Blog Posts

On the contraception mandate

I should point out before I begin that in this post, I am speaking for myself only. The All Our Lives board is not unanimous in the details of our opinions on requiring religious employers to provide insurance that covers contraception, though we are united in our belief that widespread access to contraception is vital.

I have a problem with the whole way this whole issue has been framed as “making churches pay for something they find morally objectionable.” Health insurance that someone earns as part of their employment compensation package is theirs, not the employer’s. If an institution’s religious freedom does not extend to allowing them to tell the employee that she can’t use her salary to pay for contraception, why should it extend to telling the employee that she can’t use her insurance benefit to pay for contraception? Yes, the money to pay the premium is coming from the employer, but so is the money to pay her salary. As far as I can tell, the difference is that religious institutions have been able to restrict the way that employees use their insurance benefits in a way that they have not been able to restrict the way that employees use their salaries, but the ability to do something does not make it a right. If there were some kind of special money that could be used to buy anything except contraception, would it be a violation of religious institutions’ First Amendment rights to require all employers to pay in standard money?

I’m an atheist. I rely on the separation of church and state to protect my freedom. Because of that, I’m leery of anything that even remotely smacks of government interference in religion or religious interference in government. That’s why I can appreciate the impulse behind the Adminstration’s accomodation allowing religious institutions to offer restricted insurance to their employees while still requiring the insurers to provide contraception coverage to those employees. I won’t claim to respect the belief that contraception is intrinsically evil. I think it causes great harm and is based on a number of false premises. But I do respect people’s right, as much as is possible in a pluralistic society, not to cooperate with something they think is evil. What happens, though, if Jehovah’s Witness employers decide that their employee’s insurance plans shouldn’t cover blood transfusions? What if Scientologist employers decide that their employees shouldn’t be covered for psychiatric treatment? At what point do we decide that a person’s right to practice their religion is interfering with another person’s right to live their life without having to submit to the rules of that religion? The degree of the employers’ “cooperation with evil” in these cases is remote — paying a benefit which the employee decides to use for a purpose condemned by the employer’s religion — while the impact on the employee who is restricted in their use of their own benefit is direct. The same is true of insurance coverage of contraception.

Blog Posts

Susan G. Komen, Planned Parenthood, and — oh, yeah — women

I've been reluctant to post on the whole Susan G. Komen/Planned Parenthood debacle because I kept feeling like there was information I didn't have. Some of my questions have been answered in the past few days. We now know that:

What's still not clear to me is how much PP's ability to provide breast exams and referrals would have been affected by the loss of this money. If someone is seeing a provider anyway, it doesn't seem to add any cost to also have them do an exam, but I may well be missing something there.

To the extent that women are relying on Planned Parenthood for essential breast health care, pro-lifers who want to promote breast health have three options:

  1. Support those women getting breast health care at PP.
  2. Provide a viable alternative: a clinic where women can get affordable comprehensive reproductive and sexual health care, but that doesn't do abortions.
  3. Leave those particular women to rely solely on donations and services from pro-choicers – which has the side effect of teaching them that abortion proponents are the only people who care about their health.


I'd rather women didn't get their health care from a provider that also performs and lobbies for abortion. I'd rather they didn't have to. But many women do, and pro-lifers needs to ask themselves why. To me, the real outrage in this whole episode is this:

"The grants in question supplied breast health counseling, screening, and treatment to rural women, poor women, Native American women, many women of color who were underserved–if served at all–in areas where Planned Parenthood facilities were often the only infrastructure available. Though it meant losing corporate money from Curves, we were not about to turn our backs on these women."

That was Susan G. Komen founder Nancy Brinker in 2010, explaining why Komen funded Planned Parenthood. Areas where Planned Parenthood facilities were often the only infrastructure available. If you don't want money to go to Planned Parenthood – fix that.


A complete answer lists every line of the material where the string "tail" occurs.

· · · · · · ·

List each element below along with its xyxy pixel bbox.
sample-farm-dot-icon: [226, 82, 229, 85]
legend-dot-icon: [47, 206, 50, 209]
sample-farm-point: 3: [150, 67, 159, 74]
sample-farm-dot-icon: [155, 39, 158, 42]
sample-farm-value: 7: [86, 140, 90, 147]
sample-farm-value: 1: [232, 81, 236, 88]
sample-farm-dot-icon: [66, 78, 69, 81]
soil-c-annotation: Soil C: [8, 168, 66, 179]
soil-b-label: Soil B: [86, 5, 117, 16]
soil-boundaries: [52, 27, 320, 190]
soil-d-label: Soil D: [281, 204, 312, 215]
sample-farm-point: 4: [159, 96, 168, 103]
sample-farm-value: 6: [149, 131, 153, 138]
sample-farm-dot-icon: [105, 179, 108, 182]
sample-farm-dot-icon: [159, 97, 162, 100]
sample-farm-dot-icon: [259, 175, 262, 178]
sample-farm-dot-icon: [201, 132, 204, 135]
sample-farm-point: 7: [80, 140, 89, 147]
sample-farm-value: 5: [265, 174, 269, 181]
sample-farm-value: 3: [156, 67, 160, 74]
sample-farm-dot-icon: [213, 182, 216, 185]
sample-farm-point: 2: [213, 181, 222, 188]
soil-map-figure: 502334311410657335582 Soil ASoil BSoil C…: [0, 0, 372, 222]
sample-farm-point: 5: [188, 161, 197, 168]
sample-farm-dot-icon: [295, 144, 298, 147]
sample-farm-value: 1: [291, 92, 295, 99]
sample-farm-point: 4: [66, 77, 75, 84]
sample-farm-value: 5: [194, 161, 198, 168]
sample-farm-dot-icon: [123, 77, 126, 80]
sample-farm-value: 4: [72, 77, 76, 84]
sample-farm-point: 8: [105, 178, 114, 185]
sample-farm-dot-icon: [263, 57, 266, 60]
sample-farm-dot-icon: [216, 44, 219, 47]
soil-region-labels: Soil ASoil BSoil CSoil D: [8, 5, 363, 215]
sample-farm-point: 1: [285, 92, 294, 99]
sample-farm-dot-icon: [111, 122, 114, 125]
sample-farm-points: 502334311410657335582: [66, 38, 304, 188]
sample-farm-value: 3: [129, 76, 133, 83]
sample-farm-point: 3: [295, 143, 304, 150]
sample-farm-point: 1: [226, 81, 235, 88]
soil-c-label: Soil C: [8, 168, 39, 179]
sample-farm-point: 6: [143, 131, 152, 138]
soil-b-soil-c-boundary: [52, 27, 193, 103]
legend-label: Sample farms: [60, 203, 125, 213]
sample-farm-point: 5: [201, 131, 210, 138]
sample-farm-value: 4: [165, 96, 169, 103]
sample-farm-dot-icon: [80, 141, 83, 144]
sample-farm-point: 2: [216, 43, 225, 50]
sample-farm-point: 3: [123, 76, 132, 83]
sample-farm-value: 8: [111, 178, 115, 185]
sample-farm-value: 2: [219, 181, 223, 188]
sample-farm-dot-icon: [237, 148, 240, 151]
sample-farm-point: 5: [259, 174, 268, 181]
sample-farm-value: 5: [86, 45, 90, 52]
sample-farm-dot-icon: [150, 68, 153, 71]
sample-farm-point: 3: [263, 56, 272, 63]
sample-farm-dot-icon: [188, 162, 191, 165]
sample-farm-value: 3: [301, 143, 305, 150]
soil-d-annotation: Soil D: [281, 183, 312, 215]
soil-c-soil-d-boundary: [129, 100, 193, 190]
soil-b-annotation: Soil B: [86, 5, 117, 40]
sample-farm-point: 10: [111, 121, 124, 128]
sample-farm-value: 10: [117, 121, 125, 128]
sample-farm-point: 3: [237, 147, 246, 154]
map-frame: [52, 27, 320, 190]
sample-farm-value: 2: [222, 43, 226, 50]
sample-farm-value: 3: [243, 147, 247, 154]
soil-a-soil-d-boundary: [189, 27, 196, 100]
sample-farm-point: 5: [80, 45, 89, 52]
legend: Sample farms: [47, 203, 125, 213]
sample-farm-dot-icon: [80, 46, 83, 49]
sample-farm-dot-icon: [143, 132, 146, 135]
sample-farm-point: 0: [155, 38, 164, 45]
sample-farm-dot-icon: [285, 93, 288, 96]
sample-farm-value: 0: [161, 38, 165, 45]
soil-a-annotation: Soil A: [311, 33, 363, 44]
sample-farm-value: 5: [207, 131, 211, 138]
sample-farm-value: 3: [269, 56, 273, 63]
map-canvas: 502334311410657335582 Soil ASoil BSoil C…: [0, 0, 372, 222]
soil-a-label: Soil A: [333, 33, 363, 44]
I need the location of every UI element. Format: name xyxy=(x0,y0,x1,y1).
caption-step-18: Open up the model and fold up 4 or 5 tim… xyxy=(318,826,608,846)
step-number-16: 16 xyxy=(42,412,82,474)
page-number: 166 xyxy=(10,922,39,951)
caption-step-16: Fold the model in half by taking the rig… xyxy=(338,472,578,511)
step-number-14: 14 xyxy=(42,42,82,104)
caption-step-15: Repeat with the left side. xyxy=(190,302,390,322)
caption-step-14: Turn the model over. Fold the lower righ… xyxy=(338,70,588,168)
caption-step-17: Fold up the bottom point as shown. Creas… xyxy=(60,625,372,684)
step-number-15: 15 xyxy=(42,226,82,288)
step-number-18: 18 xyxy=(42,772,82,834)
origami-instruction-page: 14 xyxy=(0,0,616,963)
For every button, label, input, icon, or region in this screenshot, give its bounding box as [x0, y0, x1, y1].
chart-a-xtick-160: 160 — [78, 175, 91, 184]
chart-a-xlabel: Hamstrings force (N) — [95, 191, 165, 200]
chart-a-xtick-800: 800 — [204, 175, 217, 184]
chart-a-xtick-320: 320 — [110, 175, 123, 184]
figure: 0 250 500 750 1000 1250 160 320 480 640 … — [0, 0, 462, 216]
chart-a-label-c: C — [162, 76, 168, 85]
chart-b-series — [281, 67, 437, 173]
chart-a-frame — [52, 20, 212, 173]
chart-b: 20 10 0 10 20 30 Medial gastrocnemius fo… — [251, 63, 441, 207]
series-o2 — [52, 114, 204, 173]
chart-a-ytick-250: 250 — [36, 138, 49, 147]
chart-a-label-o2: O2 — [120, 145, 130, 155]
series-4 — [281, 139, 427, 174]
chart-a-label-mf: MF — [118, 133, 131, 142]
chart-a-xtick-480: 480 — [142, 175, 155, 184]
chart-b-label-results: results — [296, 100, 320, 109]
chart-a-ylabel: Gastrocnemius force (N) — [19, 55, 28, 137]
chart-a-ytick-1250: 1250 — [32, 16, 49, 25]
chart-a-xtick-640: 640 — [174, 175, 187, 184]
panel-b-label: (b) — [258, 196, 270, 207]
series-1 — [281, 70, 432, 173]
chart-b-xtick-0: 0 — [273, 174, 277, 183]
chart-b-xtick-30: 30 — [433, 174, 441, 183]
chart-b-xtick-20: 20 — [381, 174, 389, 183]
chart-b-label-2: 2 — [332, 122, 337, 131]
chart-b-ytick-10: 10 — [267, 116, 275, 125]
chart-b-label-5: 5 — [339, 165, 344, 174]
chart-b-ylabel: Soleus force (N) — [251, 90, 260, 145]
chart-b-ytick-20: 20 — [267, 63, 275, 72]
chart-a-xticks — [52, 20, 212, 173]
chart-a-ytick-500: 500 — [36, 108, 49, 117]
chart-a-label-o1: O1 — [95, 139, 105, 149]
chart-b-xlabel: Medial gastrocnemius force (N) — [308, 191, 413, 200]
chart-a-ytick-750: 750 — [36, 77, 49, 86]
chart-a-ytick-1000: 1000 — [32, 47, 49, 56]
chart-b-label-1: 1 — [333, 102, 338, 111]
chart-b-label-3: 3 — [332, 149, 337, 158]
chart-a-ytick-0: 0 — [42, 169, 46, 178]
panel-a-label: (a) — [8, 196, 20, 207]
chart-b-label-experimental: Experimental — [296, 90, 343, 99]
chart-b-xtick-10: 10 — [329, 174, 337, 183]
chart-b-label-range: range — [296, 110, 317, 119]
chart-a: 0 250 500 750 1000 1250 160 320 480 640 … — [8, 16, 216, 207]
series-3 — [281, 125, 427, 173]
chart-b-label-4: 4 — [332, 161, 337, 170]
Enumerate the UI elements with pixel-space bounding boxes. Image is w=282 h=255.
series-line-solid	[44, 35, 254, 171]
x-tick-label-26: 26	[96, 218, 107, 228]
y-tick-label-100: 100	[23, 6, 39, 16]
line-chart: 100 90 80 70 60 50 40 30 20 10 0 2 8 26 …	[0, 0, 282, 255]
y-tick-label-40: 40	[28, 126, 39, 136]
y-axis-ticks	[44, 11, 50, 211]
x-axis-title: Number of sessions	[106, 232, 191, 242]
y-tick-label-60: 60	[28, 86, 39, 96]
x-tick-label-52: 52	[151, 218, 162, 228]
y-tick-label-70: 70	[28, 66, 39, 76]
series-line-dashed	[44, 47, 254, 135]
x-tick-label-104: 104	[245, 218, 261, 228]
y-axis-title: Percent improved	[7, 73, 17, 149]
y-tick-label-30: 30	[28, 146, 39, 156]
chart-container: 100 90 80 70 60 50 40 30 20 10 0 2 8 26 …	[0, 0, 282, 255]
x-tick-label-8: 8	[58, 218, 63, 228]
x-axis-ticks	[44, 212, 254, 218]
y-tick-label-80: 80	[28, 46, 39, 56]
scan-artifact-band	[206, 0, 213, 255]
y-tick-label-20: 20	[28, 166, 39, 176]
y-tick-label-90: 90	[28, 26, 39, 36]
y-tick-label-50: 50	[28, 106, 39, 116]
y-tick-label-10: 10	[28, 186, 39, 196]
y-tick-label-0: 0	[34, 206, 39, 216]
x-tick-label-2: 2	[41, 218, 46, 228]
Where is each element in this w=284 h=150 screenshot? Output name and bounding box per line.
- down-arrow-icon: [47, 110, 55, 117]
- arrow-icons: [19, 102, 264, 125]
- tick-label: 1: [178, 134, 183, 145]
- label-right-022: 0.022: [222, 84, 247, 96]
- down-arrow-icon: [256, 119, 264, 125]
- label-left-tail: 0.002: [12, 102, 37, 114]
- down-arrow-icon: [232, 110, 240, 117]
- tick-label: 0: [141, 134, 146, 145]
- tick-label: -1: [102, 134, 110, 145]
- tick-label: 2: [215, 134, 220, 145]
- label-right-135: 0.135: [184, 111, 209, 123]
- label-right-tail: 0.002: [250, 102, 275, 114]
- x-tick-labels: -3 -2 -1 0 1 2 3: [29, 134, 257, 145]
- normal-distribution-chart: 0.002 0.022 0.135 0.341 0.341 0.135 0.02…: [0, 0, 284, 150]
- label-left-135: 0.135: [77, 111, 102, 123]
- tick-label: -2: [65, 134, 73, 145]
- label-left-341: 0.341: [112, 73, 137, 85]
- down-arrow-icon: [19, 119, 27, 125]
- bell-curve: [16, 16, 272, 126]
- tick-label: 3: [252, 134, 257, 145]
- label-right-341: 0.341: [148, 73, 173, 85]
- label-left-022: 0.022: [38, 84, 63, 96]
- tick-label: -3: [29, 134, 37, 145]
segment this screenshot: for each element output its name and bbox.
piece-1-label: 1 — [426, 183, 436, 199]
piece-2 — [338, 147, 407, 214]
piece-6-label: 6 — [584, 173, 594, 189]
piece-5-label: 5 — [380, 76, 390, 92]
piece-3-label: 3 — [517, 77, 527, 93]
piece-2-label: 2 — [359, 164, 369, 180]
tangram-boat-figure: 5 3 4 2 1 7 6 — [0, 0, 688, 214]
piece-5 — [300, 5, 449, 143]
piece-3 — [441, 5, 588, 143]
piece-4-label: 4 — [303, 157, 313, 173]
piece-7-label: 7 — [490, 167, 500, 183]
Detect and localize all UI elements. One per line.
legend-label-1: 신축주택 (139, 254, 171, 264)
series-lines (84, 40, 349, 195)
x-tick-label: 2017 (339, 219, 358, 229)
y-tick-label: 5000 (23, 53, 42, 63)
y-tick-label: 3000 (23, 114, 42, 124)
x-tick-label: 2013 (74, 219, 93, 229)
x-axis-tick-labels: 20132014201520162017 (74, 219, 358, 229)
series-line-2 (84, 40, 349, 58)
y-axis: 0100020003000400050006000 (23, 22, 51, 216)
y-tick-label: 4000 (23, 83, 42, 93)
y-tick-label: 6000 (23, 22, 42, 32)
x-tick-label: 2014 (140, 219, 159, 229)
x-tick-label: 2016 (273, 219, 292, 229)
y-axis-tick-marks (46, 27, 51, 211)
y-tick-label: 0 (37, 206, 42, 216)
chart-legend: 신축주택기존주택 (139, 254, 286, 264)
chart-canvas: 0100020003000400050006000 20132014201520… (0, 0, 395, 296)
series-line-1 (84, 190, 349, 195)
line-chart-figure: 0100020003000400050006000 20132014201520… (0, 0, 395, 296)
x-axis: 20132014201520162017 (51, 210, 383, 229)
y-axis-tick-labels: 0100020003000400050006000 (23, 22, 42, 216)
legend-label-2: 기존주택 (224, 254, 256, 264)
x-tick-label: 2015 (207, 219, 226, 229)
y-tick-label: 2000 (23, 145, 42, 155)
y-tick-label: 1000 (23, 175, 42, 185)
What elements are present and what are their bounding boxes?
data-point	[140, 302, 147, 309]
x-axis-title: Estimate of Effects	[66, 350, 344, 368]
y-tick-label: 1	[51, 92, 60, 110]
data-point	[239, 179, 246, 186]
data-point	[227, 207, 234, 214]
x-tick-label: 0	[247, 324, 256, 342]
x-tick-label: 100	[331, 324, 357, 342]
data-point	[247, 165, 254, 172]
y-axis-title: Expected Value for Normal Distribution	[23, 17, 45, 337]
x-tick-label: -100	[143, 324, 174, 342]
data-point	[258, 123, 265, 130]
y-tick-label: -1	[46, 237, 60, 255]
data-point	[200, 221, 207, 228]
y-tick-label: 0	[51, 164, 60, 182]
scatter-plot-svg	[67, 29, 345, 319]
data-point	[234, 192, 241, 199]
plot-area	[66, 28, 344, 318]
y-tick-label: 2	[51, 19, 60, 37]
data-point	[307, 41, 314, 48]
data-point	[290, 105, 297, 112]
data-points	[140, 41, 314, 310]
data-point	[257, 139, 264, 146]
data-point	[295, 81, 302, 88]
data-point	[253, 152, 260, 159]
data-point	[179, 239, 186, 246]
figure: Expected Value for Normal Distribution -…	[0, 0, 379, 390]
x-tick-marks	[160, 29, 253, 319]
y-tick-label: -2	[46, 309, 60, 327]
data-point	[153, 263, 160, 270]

· · · · · · ·

Result below ->
- label-left-tail: 0.002: [12, 102, 37, 114]
- label-right-tail: 0.002: [250, 102, 275, 114]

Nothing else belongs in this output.